ANNABEL DAOU @ THE DAVID WINTON BELL GALLERY
Linguistics in contemporary art is an amalgamated concept developed to provide additional territory to the diminished landscape of the now obsolete avant-garde. It's strategically similar to other movements in the arts, which have relied heavily on the idea of removing the usual context in which an object is seen and or experienced. Putting my own artistic prejudices aside, I can see how this idea is appealing to a great number of contemporary artists; it could bring an air of authenticity to an otherwise aesthetically insolvent work of art. The science of language and its correlation to text and symbols in art has been a lengthy and intertwined one. In its simplest modern approach you could look towards Guillaume Apollinaire's Calligrammes: Poems of Peace and War (1913-1916). You can follow it back all the way to Kufic script, which is said to be the oldest form of Arabic calligraphy. It's safe to say it's not anything new.
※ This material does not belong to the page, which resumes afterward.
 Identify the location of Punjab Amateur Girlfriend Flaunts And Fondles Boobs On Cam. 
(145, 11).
Linguistics in the context of fine art is a valid model for today's artists. There is only one condition which I would argue against it. That would be when a work of visual art lacks any understanding of beauty. I am specifically referring to the difference between Aesthetics and Taste. This idea reflects my sentiments in regard to the exhibition "KNOT" by the artist Annabel Daou. "KNOT" is currently on display at the David Winton Bell Gallery at Brown University, from January 24th through March 8th.
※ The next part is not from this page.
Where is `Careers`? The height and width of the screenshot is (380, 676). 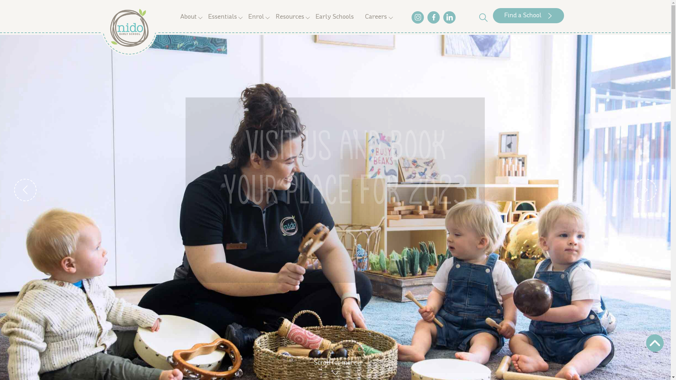 Careers is located at coordinates (376, 18).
Annabel Daou is a Lebanese born, New York based artist. The exhibition "KNOT" is billed as a solo exhibition, but its roots are based in a collaboration project with the poet/writer Davis Markus. The title "KNOT" is clarified by curator Vesela Sretenovic in this quote: "an inherent reversibility between the text and image, reading and seeing, reflection and experience, creation and interpretation". I wish to bring to the reader's attention that this collaboration produced a plethora of artifacts. There were twelve words chosen by Markus to be visually interpreted by Daou. The twelve words produce twelve notebooks of Daou's drawings. A twelve-fold accordion brochure that renders the twelve notebooks into a single line is also a side-effect of this collaboration. The exhibition is broke up into two sections, there is a darkly lit smaller gallery at the entrance of the exhibition, that houses a single pedestal on which the twelve books are arranged; and yes, you can touch any of the twelve books. In a larger gallery there is an ambitious effort at a site-specific wall drawing. Last but not least, to bring this entire production into the 21st century, there is a website, which is a flash version of the twelve-fold accordion brochure.
One thing I noticed about the book section of the exhibition was that the books retained their sense of intimacy. The pedestal, which they were laid upon, was at the furthest point away from the entrance of the room, isolating the books with one spotlight. This, in my opinion, is a very effective technique in reinforcing the inherent sense of intimacy that is in all books. The drawings inside the books, which my traveling companion described as doodles, are just doodles. There was no aesthetic quality of beauty in Daou's scribbles or eraser marks. To me, they seemed to be manufactured with the intent of pointing directly to linguistics. Even as an object of art they are just boring to look at.
The site-specific wall drawing is anything but successful. I was told in my youth, that in order to make a great painting, you have to have a great drawing. I'm assuming this theory applies to site-specific wall drawings. In order to make a great wall drawing, you need to have great drawing. So I'm not that surprised that Daou never arrived at a great wall drawing made from her preparatory doodles. I have to admit, that the only thing I found redeeming about the actual wall drawing was the floor.
The artist's decision to paint the floor of the gallery white was successful in creating a disorientating environment. It is meant to produce a visceral response from the viewer, which it does, all the way up to the ceiling, which is in such a state of disarray that it is hard to imagine you are standing in an art gallery in an ivy-league school. I'm pretty certain that Ms. Daou did not intend for viewers to walk away from this piece wondering why the strongest reaction to the piece itself is about an area of the environment that she didn't draw on; secondly you can't take anyone very seriously if the standards by which they measure their own aesthetics are rested on inadequate craftsmanship.
Recently I realized that no one has even succeeded in taking Jackson Pollock's formalistic theory in painting to the next level. It basically ended a year before his death in 1956. Perhaps part of art's evolution is that Pollock realized that his style of painting was leading him down a dead end road, or that he had exhausted all his possibilities in painting. Historians speculate that the last year of Pollock's life he went back into the fray to find the edge again. I can't help but feel the same way about Annabel Daou's "KNOT". I keep asking myself the same questions, does the exhibition "KNOT" advance the relationship between linguistics and art? Does it even reveal a greater understanding of the idea of linguistics in contemporary artwork? Or is she, like Pollock, at the end of a dead end road?
David Winton Bell Gallery at Brown University
"Annabel Daou: Knot" is on view January 24 - March 8, 2009 at the David Winton Bell Gallery.
All images are courtesy of the artist and the David Winton Bell Gallery.